The First Light of Dawn


    Night preceded day, with a dreaming moon as lustrous as a pearl presiding over the star-speckled midnight blue. The unshaped being had entered the new world amid dark clouds as a luminous white orb, ushering in fears among the population of Ot that Prince Balor had returned to crush the nascent creation. The comforting glow of moonlight cast the first great shadows across the landscape. The many waters shone back countless distorted faces of the new moon. Creatures familiar and strange stirred at the light of the moon, warming to the first great light of the world. Its light inspired its name, one given it by the myriad people who stood on the windowed outer promenades of Ot to see the first moonrise of their new home: Lumina.
    As it crossed the sky, it was wreathed in a nimbus said to be the souls of those who had died aboard Ot, being cleansed of their bonds to the living world so they could be born again. Their memories and dreams would be used to keep the world from being undone, the dreaming moon remembering the pattern of things and holding the untamed chaos at bay. At its passing, the tides began and the world was truly set in motion for the first time.
    The people wept and cheered as the night gave way to the first day, the brilliant fingers of the sun reaching above the long horizon of mountains and valleys. How else was anyone supposed to react to the first sunrise in a place that they could truly call theirs? The mortal volunteers of the Worldseed Expedition had joined because Autochthonia was a place where they were foreigners in the body of a vast unknowable god-machine. Because it didn't feel like a *home*, but a space to wait out life until they died and their souls were reincarnated. Microscopic cogs in the cosmic machinations of the Solar Deliberative.
    And so the Midnight Sun rose for the first time. The people basked in the Daystar's warmth, and with it the first hope they'd had in millennia.

    Syd was watching the sun rise from the command center of the city, what had once been the bridge of the Starstriding Engine, wearing a giddy smile at the sight. He lost his balance as his commander clapped him on the shoulder, taking a step.
    "You know, you never gave this place a name."
    Syd stammered. "Well I didn't think it was my place to."
    Oren gestured to the dawn with a sweep of her hands. "It wouldn't be here without you. Either you name it or the ship's council is going to give it some long gods-awful pretentious name, Syd."
    Syd understood her point, and sighed happily as he looked out across the world again. He shrugged, still smiling. "I guess I'll call it Home."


• Task statement: Produce a copy of every line in the records that holds the string "strong".

• Input for this task:

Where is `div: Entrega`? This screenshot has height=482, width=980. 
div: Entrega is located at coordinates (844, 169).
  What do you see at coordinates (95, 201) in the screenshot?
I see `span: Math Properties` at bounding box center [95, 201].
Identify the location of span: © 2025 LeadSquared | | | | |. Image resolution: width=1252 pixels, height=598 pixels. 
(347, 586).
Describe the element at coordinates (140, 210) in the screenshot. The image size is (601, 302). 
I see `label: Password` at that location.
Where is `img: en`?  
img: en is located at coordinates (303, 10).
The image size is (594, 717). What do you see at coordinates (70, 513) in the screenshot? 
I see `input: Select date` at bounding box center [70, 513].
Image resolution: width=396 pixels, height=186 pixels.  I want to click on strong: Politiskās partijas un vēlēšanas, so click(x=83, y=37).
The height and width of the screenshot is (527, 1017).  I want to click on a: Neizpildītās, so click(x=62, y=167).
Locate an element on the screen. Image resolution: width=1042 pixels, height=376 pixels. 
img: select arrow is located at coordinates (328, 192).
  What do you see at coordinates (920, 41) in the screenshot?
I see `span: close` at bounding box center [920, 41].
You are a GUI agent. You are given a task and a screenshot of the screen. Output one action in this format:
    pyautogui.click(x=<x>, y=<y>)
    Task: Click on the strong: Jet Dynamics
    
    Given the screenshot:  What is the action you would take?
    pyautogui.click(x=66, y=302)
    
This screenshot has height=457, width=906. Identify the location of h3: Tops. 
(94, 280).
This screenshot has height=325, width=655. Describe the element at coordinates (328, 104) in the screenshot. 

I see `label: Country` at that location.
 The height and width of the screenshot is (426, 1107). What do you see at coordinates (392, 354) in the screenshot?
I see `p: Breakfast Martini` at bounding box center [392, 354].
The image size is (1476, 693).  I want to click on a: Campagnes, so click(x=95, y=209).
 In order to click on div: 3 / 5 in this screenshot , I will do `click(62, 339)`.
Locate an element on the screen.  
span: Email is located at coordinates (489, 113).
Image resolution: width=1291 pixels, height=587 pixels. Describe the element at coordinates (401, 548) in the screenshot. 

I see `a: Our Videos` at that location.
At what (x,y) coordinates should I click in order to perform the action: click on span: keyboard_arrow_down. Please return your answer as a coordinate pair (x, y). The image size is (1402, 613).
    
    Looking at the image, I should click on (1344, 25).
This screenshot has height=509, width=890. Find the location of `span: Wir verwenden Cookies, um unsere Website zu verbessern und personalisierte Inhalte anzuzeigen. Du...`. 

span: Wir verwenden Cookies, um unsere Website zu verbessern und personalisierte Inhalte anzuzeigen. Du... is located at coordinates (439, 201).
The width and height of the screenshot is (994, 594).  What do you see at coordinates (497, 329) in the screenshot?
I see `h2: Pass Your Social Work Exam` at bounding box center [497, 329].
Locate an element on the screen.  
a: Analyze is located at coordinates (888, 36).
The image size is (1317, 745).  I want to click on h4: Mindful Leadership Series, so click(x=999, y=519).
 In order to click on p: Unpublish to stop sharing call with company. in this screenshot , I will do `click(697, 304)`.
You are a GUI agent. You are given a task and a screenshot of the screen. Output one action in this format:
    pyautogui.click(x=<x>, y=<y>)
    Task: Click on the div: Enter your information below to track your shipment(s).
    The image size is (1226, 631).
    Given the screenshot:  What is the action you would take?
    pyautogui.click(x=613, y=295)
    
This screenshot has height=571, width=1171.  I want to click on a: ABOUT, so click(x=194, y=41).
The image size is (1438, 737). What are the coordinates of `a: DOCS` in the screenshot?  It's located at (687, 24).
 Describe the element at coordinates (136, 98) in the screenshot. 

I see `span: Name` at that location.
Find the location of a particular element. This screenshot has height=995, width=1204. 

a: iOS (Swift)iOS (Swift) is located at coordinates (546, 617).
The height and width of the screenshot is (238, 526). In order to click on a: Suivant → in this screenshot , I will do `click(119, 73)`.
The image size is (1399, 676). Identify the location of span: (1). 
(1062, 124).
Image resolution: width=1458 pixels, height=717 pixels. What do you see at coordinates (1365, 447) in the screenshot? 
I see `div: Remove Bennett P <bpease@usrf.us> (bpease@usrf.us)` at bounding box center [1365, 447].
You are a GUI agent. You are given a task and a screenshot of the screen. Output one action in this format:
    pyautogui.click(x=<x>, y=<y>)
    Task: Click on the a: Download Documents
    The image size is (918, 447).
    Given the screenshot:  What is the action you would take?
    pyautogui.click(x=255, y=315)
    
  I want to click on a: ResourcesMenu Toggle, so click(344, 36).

• Solution to this task:
Image resolution: width=396 pixels, height=186 pixels.  I want to click on strong: Politiskās partijas un vēlēšanas, so click(x=83, y=37).
    Task: Click on the strong: Jet Dynamics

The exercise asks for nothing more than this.